I was really looking forward to this book and though I'm not dissapointed, it didn't take me to the same level as Starfish. I was hoping for lots of description of the world on land because I loved the hints Watts had given in the first book. He is obviously an environmentalist (and he really is a marine biologist) and has projected a dark future based on that. Everything is about energy and evolution. Quebec is a major worldpower (and grown quite scary), the internet is like a jungle on steroids where viruses and security evolve against each other constantly. Unfortunately, most of the book takes place in the minds of the key players. The story is tense and exciting and the development is cool, but you only get glimpses of the world. And a lot of the key players are involved virtually, either trolling through Maelstrom or interacting with the real world through remote bots. Either way, they are actually in their apartments most of the time. The whole west coast is separated from the interior by giant walls and is teeming with refugees who are kept alive by unmanned food-producing units. Their protein is filled with mood-controlling drugs so they just end up sitting on the beach and surviving. That portrayal is cool and scary and it went into some depth of setting. But there was very little time in the cities, in the enclaves of the rich and powerful and other locations that would have grounded the story in the constructed reality.

It is also structured in to tons of short chapters, each chapter is broken into groups of paragraphs that are separated by triples spaces. But these triple spaces don't often separate anything in the narrative. They just act as little suspense devices, a dramatic pause. For example, there will be a dialogue between two people. Something will be revealed. Then there is the pause. Then the dialogue continues. It's constant throughout the book. I think the idea is to make the whole thing kind of episodic and it allows the narrative to jump all over the place, but I found it kind of distracting, expecting a change of perspective between triple-spaces and often there wasn't one.

I'm definitely still really enjoying this series and I'm going to read the next two.
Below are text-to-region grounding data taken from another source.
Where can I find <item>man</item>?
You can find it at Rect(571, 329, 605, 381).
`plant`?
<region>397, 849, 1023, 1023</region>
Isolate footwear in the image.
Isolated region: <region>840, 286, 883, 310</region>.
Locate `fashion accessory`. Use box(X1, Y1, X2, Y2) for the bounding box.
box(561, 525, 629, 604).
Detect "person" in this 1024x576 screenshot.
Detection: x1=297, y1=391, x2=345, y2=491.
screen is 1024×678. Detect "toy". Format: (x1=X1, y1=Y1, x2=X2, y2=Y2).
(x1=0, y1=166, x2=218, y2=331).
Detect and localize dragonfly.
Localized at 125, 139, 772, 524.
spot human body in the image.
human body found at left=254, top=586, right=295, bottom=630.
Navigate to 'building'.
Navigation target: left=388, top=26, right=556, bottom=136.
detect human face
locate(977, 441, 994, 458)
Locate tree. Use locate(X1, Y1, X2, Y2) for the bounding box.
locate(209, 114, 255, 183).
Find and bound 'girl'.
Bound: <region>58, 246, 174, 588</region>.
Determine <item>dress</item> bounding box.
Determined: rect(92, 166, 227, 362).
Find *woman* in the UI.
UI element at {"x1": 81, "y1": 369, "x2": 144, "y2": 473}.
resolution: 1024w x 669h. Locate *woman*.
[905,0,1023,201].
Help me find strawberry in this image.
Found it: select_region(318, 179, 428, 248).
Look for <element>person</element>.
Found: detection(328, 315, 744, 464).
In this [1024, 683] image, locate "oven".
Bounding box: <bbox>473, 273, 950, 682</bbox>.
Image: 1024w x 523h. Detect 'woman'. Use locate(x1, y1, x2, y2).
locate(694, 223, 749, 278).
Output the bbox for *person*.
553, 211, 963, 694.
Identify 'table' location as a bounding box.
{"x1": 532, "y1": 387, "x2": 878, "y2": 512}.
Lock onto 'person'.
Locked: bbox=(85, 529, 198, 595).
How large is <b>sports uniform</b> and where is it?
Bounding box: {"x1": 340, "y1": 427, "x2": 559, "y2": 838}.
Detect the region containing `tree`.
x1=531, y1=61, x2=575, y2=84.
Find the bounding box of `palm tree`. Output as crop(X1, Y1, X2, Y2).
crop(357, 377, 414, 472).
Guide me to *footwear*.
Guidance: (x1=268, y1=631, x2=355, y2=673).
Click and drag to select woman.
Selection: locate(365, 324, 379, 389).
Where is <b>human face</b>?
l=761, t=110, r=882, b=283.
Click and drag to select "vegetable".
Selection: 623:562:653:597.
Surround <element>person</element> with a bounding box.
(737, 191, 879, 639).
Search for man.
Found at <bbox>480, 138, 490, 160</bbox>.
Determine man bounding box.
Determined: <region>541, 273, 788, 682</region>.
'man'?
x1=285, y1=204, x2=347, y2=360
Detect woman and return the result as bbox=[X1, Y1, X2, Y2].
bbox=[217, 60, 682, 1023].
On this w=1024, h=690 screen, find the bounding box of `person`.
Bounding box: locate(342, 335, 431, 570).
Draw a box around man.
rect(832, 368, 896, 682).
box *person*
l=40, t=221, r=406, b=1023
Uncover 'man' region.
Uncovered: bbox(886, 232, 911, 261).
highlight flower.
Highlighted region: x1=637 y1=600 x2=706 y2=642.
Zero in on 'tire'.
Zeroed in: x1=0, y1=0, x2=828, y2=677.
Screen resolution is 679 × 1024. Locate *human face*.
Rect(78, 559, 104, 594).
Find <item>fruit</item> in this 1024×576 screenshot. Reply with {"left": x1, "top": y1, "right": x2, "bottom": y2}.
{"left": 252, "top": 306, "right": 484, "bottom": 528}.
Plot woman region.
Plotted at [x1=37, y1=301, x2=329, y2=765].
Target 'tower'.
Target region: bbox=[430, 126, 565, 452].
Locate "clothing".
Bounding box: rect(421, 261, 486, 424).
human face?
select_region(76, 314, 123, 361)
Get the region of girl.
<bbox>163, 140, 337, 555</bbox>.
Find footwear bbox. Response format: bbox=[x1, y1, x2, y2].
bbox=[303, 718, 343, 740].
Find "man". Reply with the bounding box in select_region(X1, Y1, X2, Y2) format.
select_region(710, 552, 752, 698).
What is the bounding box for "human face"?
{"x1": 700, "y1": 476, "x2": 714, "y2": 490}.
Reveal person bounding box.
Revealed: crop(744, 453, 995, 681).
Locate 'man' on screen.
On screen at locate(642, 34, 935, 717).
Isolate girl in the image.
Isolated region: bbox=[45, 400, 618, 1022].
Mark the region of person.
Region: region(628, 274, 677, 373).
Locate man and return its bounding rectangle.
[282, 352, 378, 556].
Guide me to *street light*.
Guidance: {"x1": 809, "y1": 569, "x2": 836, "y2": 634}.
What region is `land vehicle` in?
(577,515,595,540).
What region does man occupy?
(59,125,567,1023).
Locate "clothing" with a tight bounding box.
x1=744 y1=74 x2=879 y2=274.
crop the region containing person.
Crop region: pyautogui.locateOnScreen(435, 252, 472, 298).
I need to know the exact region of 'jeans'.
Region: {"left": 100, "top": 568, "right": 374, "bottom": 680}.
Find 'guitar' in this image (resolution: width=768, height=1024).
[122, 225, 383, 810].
The concept of the data network evolving the same way life does (but way, way faster) is great. You can almost see little stirrings of that today. Watts pushes his ideas out there and he's definitely a critic of the man, which is what I demand of great science fiction.

1 comment:

Jason L said...

Excellent first review. Thanks for keeping it spoiler free for I too am looking forward to continuing with the series.

Thanks also for the well written end of the year synopsis. How's them apples?